"The slaves are yours, noble lords," he said.

Across the plantation yard, six more men in striped robes, with carbines slung across their backs, approached; with them came another man in a hooded white cloak, and two guards in blue jackets and red caps, with bayoneted rifles. The man in white and his armed attendants came toward the house; the six Calera slavers continued across the yard to where their horses were picketed.

"If I do not offend the noble lords, then," Coru-hin-Irigod said, "I beg their sufferance to depart. I and my men have far to ride if we would reach Careba by nightfall. The Lord, the Great Lord, the Lord God Safar watch between us until we meet again."

Urado Alatana, the labor foreman, came up onto the porch as the two slavers went down.

"Have a good look at them, Radd?" the guard captain asked.

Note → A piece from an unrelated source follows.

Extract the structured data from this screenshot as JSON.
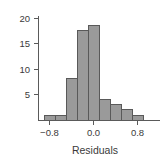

"You think I'm crazy enough to let those bandits out of here with two thousand obus—forty thousand Paratemporal Exchange Units—of the Company's money without knowing what we're getting?" the other parried. "They're all right—nice, clean, healthy-looking lot. I did everything but take them apart and inspect the pieces while they were being unshackled at the stockade. I'd like to know where this Coru-hin-Whatshisname got them, though. They're not local stuff. Lot darker, and they're jabbering among themselves in some lingo I never heard before. A few are wearing some rags of clothing, and they have odd-looking sandals. I noticed that most of them showed marks of recent whipping. That may mean they're troublesome, or it may just mean that these Caleras are a lot of sadistic brutes."

"Poor devils!" The man called Dosu Golan was evidently hoping that he'd never catch himself talking about fellow humans like that. The guard captain turned to him.

"Coming to have a look at them, Doth?" he asked.

"You go, Kirv; I'll see them later."

"Still not able to look the Company's property in the face?" the captain asked gently. "You'll not get used to it any sooner than now."